Wilma tried to struggle to her feet, but Bingo had rolled forward just a little and the hem of her skirt caught in its wheels just as she had stumbled halfway into a crouch that she couldn't easily recover from. The net effect was to yank the sensible tweed outfit back and down exactly as Wilma was moving up and forward, tangling it around her ankles and causing her to fall forward onto her face with her bare buttocks completely exposed to the stranger's view. "Jeepers," she muttered, her chubby cheeks flushing bright red with embarrassment.
Laurel didn't seem to notice. She hadn't moved since Wilma came into the room, still down on her knees with her shoulders slumped and her legs ever so slightly parted. It was hard to tell for sure--even from just a few feet away, her friend and partner looked decidedly blurry--but judging by the color of that blur, Laurel had already removed all of her clothing before kneeling down in the dusty darkness. It was hard to escape the implications of that fact, even harder when she realized that the Spectral Centurion's glowing armor had a distinct flesh-colored gap where the codpiece usually went.

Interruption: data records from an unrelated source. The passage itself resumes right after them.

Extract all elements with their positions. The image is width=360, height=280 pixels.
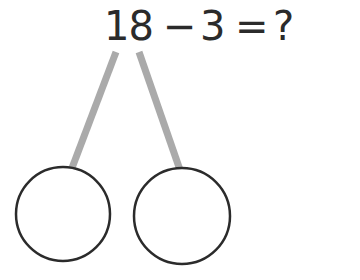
right-connector-line	[139, 52, 180, 170]
right-part-circle[interactable]	[134, 168, 230, 264]
left-part-circle[interactable]	[16, 167, 110, 261]
number-bond-diagram	[0, 0, 360, 280]
left-connector-line	[72, 52, 116, 168]
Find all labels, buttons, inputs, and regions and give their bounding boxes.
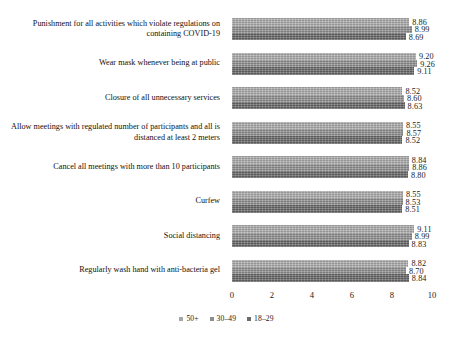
legend-swatch-icon bbox=[210, 317, 214, 321]
bar-18-29 bbox=[232, 136, 402, 143]
bar-row: 8.86 bbox=[232, 164, 432, 171]
bar-row: 9.11 bbox=[232, 67, 432, 74]
bar-group: 8.868.998.69 bbox=[232, 18, 432, 40]
bar-value-label: 8.69 bbox=[409, 32, 424, 41]
chart-legend: 50+30–4918–29 bbox=[0, 314, 453, 323]
bar-row: 9.11 bbox=[232, 225, 432, 232]
bar-group: 8.528.608.63 bbox=[232, 87, 432, 109]
legend-item[interactable]: 50+ bbox=[179, 314, 198, 323]
bar-row: 8.86 bbox=[232, 18, 432, 25]
bar-group: 9.209.269.11 bbox=[232, 53, 432, 75]
bar-30-49 bbox=[232, 129, 403, 136]
bar-30-49 bbox=[232, 164, 409, 171]
bar-group: 8.558.538.51 bbox=[232, 191, 432, 213]
bar-value-label: 8.83 bbox=[412, 239, 427, 248]
bar-30-49 bbox=[232, 26, 412, 33]
bar-value-label: 8.52 bbox=[405, 136, 420, 145]
bar-50- bbox=[232, 53, 416, 60]
bar-30-49 bbox=[232, 95, 404, 102]
x-tick-label: 2 bbox=[270, 290, 274, 300]
bar-18-29 bbox=[232, 67, 414, 74]
bar-30-49 bbox=[232, 60, 417, 67]
bar-row: 9.26 bbox=[232, 60, 432, 67]
bar-row: 8.84 bbox=[232, 156, 432, 163]
x-tick-label: 8 bbox=[390, 290, 394, 300]
bar-18-29 bbox=[232, 240, 409, 247]
category-label: Social distancing bbox=[8, 231, 226, 242]
legend-label: 50+ bbox=[186, 314, 198, 323]
bar-value-label: 8.80 bbox=[411, 170, 426, 179]
bar-row: 8.51 bbox=[232, 205, 432, 212]
bar-30-49 bbox=[232, 267, 406, 274]
bar-row: 8.57 bbox=[232, 129, 432, 136]
x-axis: 0246810 bbox=[232, 288, 432, 306]
category-label: Punishment for all activities which viol… bbox=[8, 19, 226, 40]
bar-row: 8.55 bbox=[232, 191, 432, 198]
bar-group: 8.558.578.52 bbox=[232, 122, 432, 144]
bar-50- bbox=[232, 122, 403, 129]
bar-row: 8.82 bbox=[232, 260, 432, 267]
bar-value-label: 8.84 bbox=[412, 274, 427, 283]
bar-value-label: 8.63 bbox=[408, 101, 423, 110]
category-label: Closure of all unnecessary services bbox=[8, 93, 226, 104]
bar-value-label: 9.11 bbox=[417, 67, 431, 76]
bar-50- bbox=[232, 260, 408, 267]
bar-group: 8.848.868.80 bbox=[232, 156, 432, 178]
plot-area: 8.868.998.699.209.269.118.528.608.638.55… bbox=[232, 12, 432, 288]
x-tick-label: 10 bbox=[428, 290, 437, 300]
category-label: Wear mask whenever being at public bbox=[8, 58, 226, 69]
horizontal-bar-chart: Punishment for all activities which viol… bbox=[0, 0, 453, 341]
bar-row: 8.69 bbox=[232, 33, 432, 40]
bar-row: 8.80 bbox=[232, 171, 432, 178]
bar-50- bbox=[232, 18, 409, 25]
bar-50- bbox=[232, 225, 414, 232]
legend-swatch-icon bbox=[179, 317, 183, 321]
bar-18-29 bbox=[232, 205, 402, 212]
bar-18-29 bbox=[232, 274, 409, 281]
legend-swatch-icon bbox=[247, 317, 251, 321]
bar-50- bbox=[232, 87, 402, 94]
bar-row: 8.70 bbox=[232, 267, 432, 274]
bar-50- bbox=[232, 156, 409, 163]
category-label: Curfew bbox=[8, 196, 226, 207]
bar-18-29 bbox=[232, 171, 408, 178]
x-tick-label: 0 bbox=[230, 290, 234, 300]
bar-row: 8.60 bbox=[232, 95, 432, 102]
bar-group: 8.828.708.84 bbox=[232, 260, 432, 282]
bar-row: 8.99 bbox=[232, 26, 432, 33]
bar-group: 9.118.998.83 bbox=[232, 225, 432, 247]
bar-30-49 bbox=[232, 233, 412, 240]
x-tick-label: 6 bbox=[350, 290, 354, 300]
bar-row: 8.83 bbox=[232, 240, 432, 247]
category-label: Regularly wash hand with anti-bacteria g… bbox=[8, 265, 226, 276]
legend-item[interactable]: 30–49 bbox=[210, 314, 236, 323]
bar-row: 8.55 bbox=[232, 122, 432, 129]
category-label: Allow meetings with regulated number of … bbox=[8, 122, 226, 143]
bar-50- bbox=[232, 191, 403, 198]
bar-row: 8.53 bbox=[232, 198, 432, 205]
bar-18-29 bbox=[232, 33, 406, 40]
x-tick-label: 4 bbox=[310, 290, 314, 300]
bar-row: 8.52 bbox=[232, 87, 432, 94]
bar-value-label: 8.51 bbox=[405, 205, 420, 214]
bar-row: 8.63 bbox=[232, 102, 432, 109]
bar-row: 9.20 bbox=[232, 53, 432, 60]
legend-item[interactable]: 18–29 bbox=[247, 314, 273, 323]
legend-label: 30–49 bbox=[217, 314, 236, 323]
bar-row: 8.99 bbox=[232, 233, 432, 240]
bar-30-49 bbox=[232, 198, 403, 205]
category-label: Cancel all meetings with more than 10 pa… bbox=[8, 162, 226, 173]
bar-row: 8.52 bbox=[232, 136, 432, 143]
legend-label: 18–29 bbox=[254, 314, 273, 323]
bar-18-29 bbox=[232, 102, 405, 109]
bar-row: 8.84 bbox=[232, 274, 432, 281]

"Please, don't get up on my account," the Centurion purred, removing his helmet to reveal a face that appeared frustratingly vague to Wilma's astigmatic eyes. "I'm enjoying the view at the moment, and it's not like you can stop my plans anyway. Not when you're going to be hypnotized just like your friend soon." His voice sounded deliberately low and breathy, as though he was concealing a more natural tone that Wilma was bound to recognize. Was it the curator? The janitor? The antiquities expert with the big weird eyebrows? Wilma had to keep him talking. It was the only way to find out.
"I don't think you're going to find it that easy," Wilma said, casting her gaze around for something, anything that would give her a chance to escape. Most of the room simply looked like a fog of vague, misty shapes, but as she glanced over to the right, she couldn't believe her luck--her glasses were right there, just inches out of her reach! If she could only squirm over to them without attracting her captor's attention, she could put them on and discover the Spectral Centurion's true identity. She rolled onto her side, squinting angrily in an effort to make it look like she was simply confronting the mysterious stranger face-to-face.
Whoever it was, they certainly didn't appear too threatened by her. "That's exactly what Laurel said," he purred confidently, his voice dripping with silky menace. "She thought she could resist my pretty gold coin... this one, right here." He made a flourish with his right hand, and a sparkly haze that Wilma presumed to be a Roman aureus with a hole pierced through it dangled down from a cord that she couldn't quite make out. Her right hand groped behind her for her glasses, so frustrated by her poor eyesight that she didn't even care what happened to her so long as she could see it. Why hadn't she gotten Lasik, dammit?